02 Paintings of the Canals of Venice, John Randall Bratby's Flooded Square of San Marco, with footnotes #117

John Randall Bratby,  R.A. (BRITISH, 1928-1992)
The Flooded Square of San Marco
Oil on canvas
121 x 91cm
Private collection

Sold for £10,000 in May 2022

(CNN) -- Venice has suffered its worst flooding in 22 years, leaving some parts of the historic Italian city neck-deep in water, reports said Monday.

Water burst the banks of the coastal city's famed canals, leaving the landmark Piazza San Marco -- St Mark's Square -- under almost a meter of water at one point, news agency ANSA reported. Mon December 1, 2008

Piazza San Marco, often known in English as St Mark's Square, is the principal public square of Venice, Italy, where it is generally known just as la Piazza. The Piazzetta ("little Piazza/Square") is an extension of the Piazza towards San Marco basin in its southeast corner (see plan). The two spaces together form the social, religious and political centre of Venice and are referred to together. This article relates to both of them. More on Piazza San Marco

John Randall Bratby
Carnival Characters in Flooded St. Mark's Square, Venice, c. 1986
Oil painting
48ins x 36ins
Private collection



John Randall Bratby, (born July 19, 1928, Wimbledon, Surrey—died July 20, 1992, Hastings, East Sussex), British painter who rose to prominence in the 1950s as a member of the Kitchen Sink School, a group of British social-realist artists who paralleled the literary Angry Young Men of the decade.

Although he was accepted at the Slade School of Fine Art, Bratby attended the Royal College of Art (1951–54). His first solo exhibition, mounted at the Beaux Arts Gallery in London (1954), gained him instant popularity. For many years after his artwork appeared in the motion picture The Horse’s Mouth (1958), he was identified in the popular imagination with the film’s protagonist, a bohemian artist. Bratby was particularly known for the feverish speed at which he worked and for the thick texture of his vividly coloured, Expressionistic paintings, into which he often incorporated everyday objects. His productivity did not decline with his popularity in the 1960s, as he continued to create thousands of sketches and paintings, including hundreds of portraits. He wrote several autobiographical novels, notably Breakdown (1960), and served as editor in chief of Art Quarterly from 1987.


* _TRY IT_:
Copy, from the material below, each line that contains the word "this".

========

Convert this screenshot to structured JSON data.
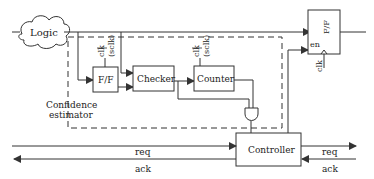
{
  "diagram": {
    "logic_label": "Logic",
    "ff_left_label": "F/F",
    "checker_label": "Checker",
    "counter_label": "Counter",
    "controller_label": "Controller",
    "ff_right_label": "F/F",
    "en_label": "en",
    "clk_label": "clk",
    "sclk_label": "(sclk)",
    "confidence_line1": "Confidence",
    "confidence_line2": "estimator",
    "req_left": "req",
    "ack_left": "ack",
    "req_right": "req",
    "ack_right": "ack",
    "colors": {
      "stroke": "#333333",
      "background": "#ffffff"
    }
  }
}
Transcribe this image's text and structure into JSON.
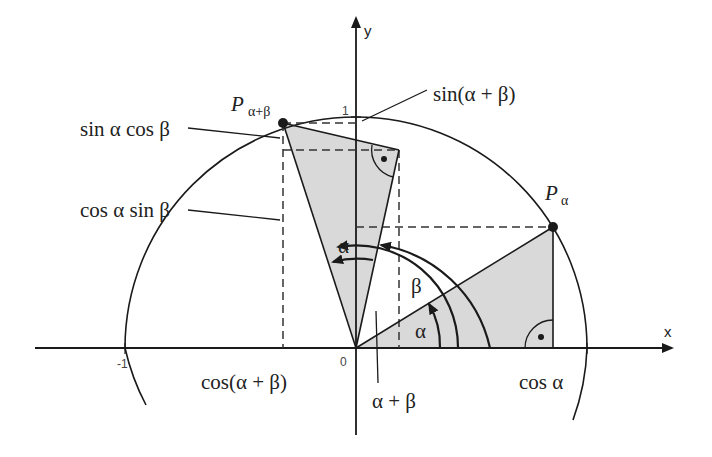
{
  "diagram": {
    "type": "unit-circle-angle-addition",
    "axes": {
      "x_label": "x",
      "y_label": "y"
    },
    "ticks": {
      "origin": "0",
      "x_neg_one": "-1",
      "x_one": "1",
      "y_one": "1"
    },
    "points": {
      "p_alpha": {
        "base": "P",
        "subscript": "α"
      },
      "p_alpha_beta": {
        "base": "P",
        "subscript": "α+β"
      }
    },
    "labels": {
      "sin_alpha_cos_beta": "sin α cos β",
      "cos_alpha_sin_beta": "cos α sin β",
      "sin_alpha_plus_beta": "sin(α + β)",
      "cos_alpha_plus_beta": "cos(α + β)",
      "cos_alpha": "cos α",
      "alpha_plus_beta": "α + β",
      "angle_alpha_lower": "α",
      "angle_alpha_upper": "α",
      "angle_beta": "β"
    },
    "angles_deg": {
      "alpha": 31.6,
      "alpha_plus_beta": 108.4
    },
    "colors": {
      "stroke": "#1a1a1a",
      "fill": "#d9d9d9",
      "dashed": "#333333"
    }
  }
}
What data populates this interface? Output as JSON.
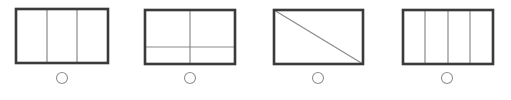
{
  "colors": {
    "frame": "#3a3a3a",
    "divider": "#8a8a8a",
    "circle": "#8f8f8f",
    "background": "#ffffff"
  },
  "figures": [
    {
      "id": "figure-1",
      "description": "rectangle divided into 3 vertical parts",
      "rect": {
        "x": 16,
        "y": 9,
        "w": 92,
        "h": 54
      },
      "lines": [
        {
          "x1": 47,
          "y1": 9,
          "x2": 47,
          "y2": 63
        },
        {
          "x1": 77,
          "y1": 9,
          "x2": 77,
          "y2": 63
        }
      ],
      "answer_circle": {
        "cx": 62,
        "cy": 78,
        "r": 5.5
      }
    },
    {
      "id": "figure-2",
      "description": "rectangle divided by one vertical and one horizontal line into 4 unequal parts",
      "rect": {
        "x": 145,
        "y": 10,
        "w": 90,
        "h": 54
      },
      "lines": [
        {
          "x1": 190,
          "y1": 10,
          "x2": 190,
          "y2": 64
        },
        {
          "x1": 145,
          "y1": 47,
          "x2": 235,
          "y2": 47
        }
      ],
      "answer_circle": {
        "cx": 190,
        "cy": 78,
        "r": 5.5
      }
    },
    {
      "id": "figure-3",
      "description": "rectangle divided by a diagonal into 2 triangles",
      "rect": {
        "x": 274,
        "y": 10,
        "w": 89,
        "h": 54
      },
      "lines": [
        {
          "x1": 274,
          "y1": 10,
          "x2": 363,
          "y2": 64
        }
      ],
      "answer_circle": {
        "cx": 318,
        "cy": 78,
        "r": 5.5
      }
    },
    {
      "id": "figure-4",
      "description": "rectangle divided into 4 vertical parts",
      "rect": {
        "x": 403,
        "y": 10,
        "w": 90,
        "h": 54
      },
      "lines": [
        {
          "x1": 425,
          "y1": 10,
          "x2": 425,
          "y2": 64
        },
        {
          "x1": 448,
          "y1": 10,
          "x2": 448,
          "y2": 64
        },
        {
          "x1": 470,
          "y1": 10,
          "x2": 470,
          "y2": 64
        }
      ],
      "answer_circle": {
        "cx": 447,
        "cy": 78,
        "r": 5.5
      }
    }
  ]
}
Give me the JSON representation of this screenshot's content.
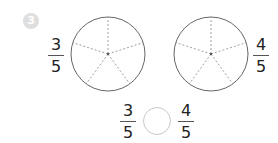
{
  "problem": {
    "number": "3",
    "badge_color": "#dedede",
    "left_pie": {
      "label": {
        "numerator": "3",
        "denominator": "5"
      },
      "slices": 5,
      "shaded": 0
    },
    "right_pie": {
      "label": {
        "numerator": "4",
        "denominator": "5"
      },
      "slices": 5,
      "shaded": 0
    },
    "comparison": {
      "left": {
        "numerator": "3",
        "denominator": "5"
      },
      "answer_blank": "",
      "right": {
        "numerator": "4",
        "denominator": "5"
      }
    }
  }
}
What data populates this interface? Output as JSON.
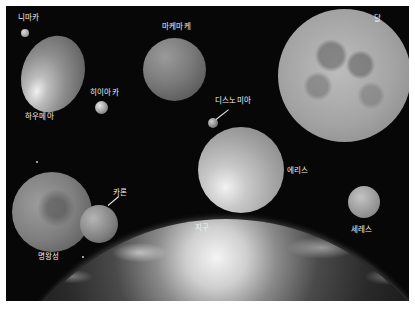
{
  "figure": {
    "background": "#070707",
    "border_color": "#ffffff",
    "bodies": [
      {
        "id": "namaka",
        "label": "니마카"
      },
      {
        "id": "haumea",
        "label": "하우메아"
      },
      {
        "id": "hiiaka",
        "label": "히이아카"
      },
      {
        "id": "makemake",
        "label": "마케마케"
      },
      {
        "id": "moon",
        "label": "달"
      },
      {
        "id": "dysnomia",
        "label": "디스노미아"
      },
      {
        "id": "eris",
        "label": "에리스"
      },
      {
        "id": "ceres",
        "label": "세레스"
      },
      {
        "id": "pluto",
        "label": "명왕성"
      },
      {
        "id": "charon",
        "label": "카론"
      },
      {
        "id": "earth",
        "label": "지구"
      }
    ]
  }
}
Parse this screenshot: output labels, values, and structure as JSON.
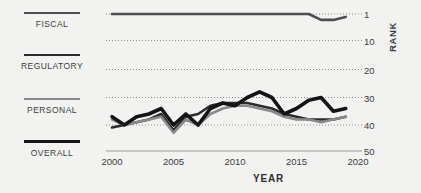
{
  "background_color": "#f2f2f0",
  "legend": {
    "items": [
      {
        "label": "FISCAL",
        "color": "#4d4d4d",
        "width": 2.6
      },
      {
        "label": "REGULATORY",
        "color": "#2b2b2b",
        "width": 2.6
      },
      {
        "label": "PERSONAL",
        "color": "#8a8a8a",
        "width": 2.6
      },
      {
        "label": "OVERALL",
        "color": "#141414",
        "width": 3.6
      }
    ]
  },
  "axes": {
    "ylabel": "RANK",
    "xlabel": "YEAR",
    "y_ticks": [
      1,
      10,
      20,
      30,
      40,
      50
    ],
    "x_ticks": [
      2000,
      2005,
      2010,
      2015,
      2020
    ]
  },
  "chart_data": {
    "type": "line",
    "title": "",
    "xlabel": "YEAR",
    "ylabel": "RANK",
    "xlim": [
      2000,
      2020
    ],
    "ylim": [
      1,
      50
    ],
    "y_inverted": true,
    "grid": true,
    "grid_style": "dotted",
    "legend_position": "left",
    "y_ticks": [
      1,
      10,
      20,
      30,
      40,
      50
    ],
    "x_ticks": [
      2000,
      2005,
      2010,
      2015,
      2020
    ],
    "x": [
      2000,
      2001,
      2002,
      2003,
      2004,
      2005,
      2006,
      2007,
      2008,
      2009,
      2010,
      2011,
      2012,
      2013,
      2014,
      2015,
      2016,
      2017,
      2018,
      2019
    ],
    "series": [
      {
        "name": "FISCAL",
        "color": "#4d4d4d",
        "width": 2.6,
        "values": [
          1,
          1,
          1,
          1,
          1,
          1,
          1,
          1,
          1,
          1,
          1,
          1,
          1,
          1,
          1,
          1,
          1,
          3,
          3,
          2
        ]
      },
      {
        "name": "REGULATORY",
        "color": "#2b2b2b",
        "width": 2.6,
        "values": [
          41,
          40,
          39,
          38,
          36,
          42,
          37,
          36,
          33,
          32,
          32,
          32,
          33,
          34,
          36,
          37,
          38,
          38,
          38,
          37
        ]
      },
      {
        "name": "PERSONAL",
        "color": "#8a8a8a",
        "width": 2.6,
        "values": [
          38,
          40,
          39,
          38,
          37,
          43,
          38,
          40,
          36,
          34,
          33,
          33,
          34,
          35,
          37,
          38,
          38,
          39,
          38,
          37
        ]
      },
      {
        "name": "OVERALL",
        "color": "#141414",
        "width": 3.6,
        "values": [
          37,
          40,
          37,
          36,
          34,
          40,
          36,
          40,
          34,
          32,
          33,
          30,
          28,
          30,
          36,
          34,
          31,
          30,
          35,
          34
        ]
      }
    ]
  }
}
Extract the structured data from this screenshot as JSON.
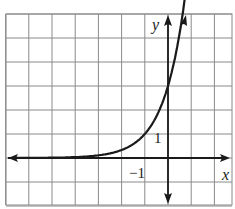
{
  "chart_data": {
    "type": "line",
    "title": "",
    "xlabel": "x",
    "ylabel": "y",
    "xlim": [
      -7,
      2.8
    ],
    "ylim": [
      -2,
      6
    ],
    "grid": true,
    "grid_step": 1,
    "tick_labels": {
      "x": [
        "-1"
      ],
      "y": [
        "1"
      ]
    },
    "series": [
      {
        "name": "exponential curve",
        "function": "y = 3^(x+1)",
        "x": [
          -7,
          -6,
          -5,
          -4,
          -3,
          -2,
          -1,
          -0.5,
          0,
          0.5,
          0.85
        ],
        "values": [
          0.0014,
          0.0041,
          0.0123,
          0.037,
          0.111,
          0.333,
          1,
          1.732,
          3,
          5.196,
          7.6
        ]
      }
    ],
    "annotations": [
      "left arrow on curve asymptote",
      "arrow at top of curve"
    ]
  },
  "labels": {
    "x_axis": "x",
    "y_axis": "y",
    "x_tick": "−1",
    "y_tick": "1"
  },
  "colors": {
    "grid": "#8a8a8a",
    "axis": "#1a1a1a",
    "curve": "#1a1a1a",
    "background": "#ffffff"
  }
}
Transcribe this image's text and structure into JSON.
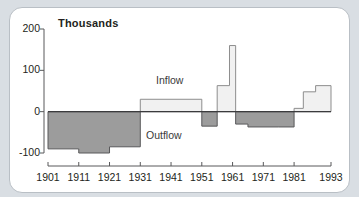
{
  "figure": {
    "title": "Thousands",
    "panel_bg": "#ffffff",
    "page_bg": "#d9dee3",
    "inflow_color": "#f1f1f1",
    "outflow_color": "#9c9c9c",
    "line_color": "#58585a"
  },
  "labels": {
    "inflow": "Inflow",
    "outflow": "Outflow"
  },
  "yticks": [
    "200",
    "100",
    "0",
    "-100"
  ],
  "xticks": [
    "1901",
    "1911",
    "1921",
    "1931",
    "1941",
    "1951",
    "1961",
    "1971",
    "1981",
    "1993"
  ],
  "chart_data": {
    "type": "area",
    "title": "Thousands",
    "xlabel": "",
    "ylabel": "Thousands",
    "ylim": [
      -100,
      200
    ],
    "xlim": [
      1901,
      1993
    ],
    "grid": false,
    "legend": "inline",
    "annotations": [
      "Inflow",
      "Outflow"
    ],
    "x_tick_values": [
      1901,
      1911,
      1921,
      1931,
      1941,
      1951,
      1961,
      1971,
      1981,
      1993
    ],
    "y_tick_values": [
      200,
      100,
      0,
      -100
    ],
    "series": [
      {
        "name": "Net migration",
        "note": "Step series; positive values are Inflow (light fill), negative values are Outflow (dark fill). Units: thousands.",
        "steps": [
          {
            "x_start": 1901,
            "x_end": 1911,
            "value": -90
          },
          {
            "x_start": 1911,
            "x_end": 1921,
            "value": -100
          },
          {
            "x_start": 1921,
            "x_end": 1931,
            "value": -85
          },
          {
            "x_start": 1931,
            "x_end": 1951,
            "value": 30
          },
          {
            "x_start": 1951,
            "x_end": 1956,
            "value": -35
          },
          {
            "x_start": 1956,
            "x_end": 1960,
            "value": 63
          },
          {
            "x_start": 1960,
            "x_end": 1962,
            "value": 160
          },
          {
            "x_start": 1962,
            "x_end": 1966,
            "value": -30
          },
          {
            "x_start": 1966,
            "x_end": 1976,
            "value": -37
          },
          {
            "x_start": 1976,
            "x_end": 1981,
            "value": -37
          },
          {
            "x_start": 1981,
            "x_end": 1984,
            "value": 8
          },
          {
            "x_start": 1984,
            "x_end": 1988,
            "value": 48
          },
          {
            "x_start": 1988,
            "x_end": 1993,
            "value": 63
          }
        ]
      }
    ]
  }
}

========

* _SOLUTION TO THE PROBLEM_:
Convert this screenshot to structured JSON data.
Transcribe this image's text and structure into JSON.
What data populates this interface? Output as JSON.
Give me the JSON representation of this screenshot's content.
What data populates this interface? Output as JSON.
Parse this screenshot: output labels, values, and structure as JSON.
Extract the structured data from this screenshot as JSON.
Transcribe this image's text and structure into JSON.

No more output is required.